When most people hear the word “garbage,” they usually think, newspapers and plastic bags and paper plates and napkins. But what about food?
That would seem a fairly benign type of waste but the reality is that it’s very heavy, and when it sits in landfills, it rots.
“Several years ago I read an article about vineyards in Northern California having a problem with what to do with the leftover organic grapes from the wine they made,” says Jim Slanina, president of EnviroPure Waste Disposal Systems. “At that time it was considered waste no one wanted, and getting rid of it was very expensive.”
It piqued his interest, he says. “I saw there was going to be a need to handle the organic volume generated now and in the future so I wanted to come up with a technology to address that need – on-site – without having to drive trucks back and forth. If composting’s your thing, trucks are still needed.”
Getting rid of waste is very costly. “There’s pick-up, environmental surcharges, fuel surcharges, tipping fees. It can be prohibitive,” says Slanina. “Since food is so heavy, it’s a pretty big portion of waste.”
Jona Thomas, national sales manager, notes that getting rid of waste can cost foodservice operations between $75 and $150 a trip.
EnviroPure came up with a organic waste treatment system that converts food waste to what ultimately becomes what is called “gray water,” a liquid that meets or exceeds all municipal standards for waste disposal.
The organic waste starts with a grinding process– either a sink-type grinder for smaller operations or a large grinder, and the grinding process reduces the particle sizes to allow for a greater absorption of the micro nutrient, which aids in quick digestion. “The slurry is pumped into the digestion vessel, which goes through a series of settlings and stirrings, just like our stomachs,” Thomas says. The slurry is then mixed with the company’s proprietary EP-BioMix. This process takes a few hours for fruits and vegetables, and under 24 hours for meats, bones, shells, and pits.
EnviroPure’s EPW Food Waste Disposal system is a self-contained, continual-feed, organic waste disposal system that fits into any supermarket, commercial or industrial kitchen operation, allowing food waste to be dealt with as it is generated at the source. “It uses the EP-BioMix medium that provides the natural bacteria already present in the food with the critical micro nutrients required for rapid breakdown of food,” Thomas points out.

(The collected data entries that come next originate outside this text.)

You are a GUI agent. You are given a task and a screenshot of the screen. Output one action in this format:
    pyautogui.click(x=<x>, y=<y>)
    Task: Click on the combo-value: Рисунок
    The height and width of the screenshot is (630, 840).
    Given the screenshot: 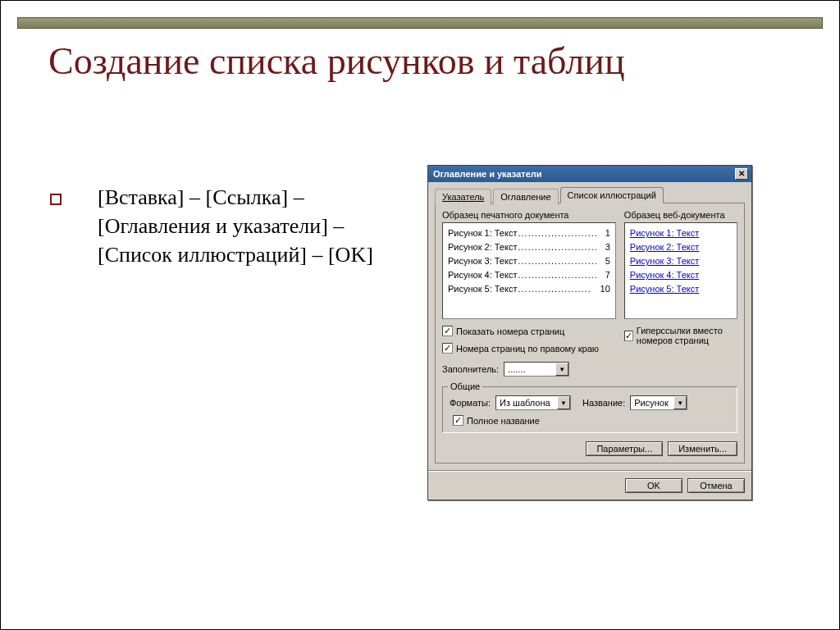 What is the action you would take?
    pyautogui.click(x=651, y=403)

“Organic waste is quickly reduced to a harmless liquid that is odor-free and can be safely disposed of into existing municipal waste water systems,” says Slanina. “EPW systems handle virtually any kind of food waste, including vegetables, fruits, meat, fish, poultry, dairy products, bones, shells and pits, with complete decomposition typically occurring within 24 hours.”
These units are particularly valuable in the foodservice industry, says Slanina. “EnviroPure units are custom- designed units that fit into a kitchen’s work flow. We not only provide a easy solution, we design the systems to increase productivity and capture the organic waste in the dish-washing area and the food prep area.”
The biggest difference between the company and its competitors, Slanina and Thomas say, is BioMix, the complete, natural vitamin mix the company uses to “digest” and treat the waste. “Others use microbes or enzymes that are chemically engineered, not a natural product,” says Thomas. Enzymes tend to emulsify the food recycling in a high contaminated byproduct. We turn it into gray water, then treat our gray water with our vitamin mix and it comes in at a tenth of what’s allowed in most municipalities.”
This gray water can then be poured into drains, or collected or used for irrigation purposes. “It can even be recycled back into our system and used as our grinding water instead of potable water,” says Thomas.
And the systems pay for themselves. “It costs the end user $28 per ton for our BioMix, well below the national average for waste removal in the US and Canada,” she notes. And the machine can save big money because it costs less than $400 a year in utility costs, using the water extracted from the food rather than having to buy additional water.
In addition to everything else, the company also provides customers with a program where end users – tasked with increasing diversion rates and reducing their carbon footprints – can now see visually what those rates are.
EnviroPure is sold through the foodservice distribution channel. Distributors can benefit from selling the systems because they can not only help their customers save money, they also aid foodservice operations in complying with the regulations that are now going into effect in many cities, like New York, to ensure that organic matter does not go into landfills.
Coming in the future is a closed loop system, which takes the effluent through an ozination – or purification – process. ”Since our grinding process allows us to use our own water, this process also greatly reduces the amount of gray water returned to the environment,” says Thomas.
The company also offers a remote monitoring program that troubleshoots systems in the field, from its corporate office and supplies end users with valuable information to increase their diversion rate and decrease their carbon footprint.
But probably what separates EnviroPure from the rest of the field is, as compliance becomes more mandated, its ability to help businesses now in cities that don’t have strict sewer discharge regulation and are therefore going to be mandated foodservice operations to cut back on waste. The EP machine discharge is typically one tenth of most municipal sewer discharge regulations. “We fall way below anything that’s coming, where the new regulations are now and where they’re going, and you can’t say that about our competitors,” says Thomas.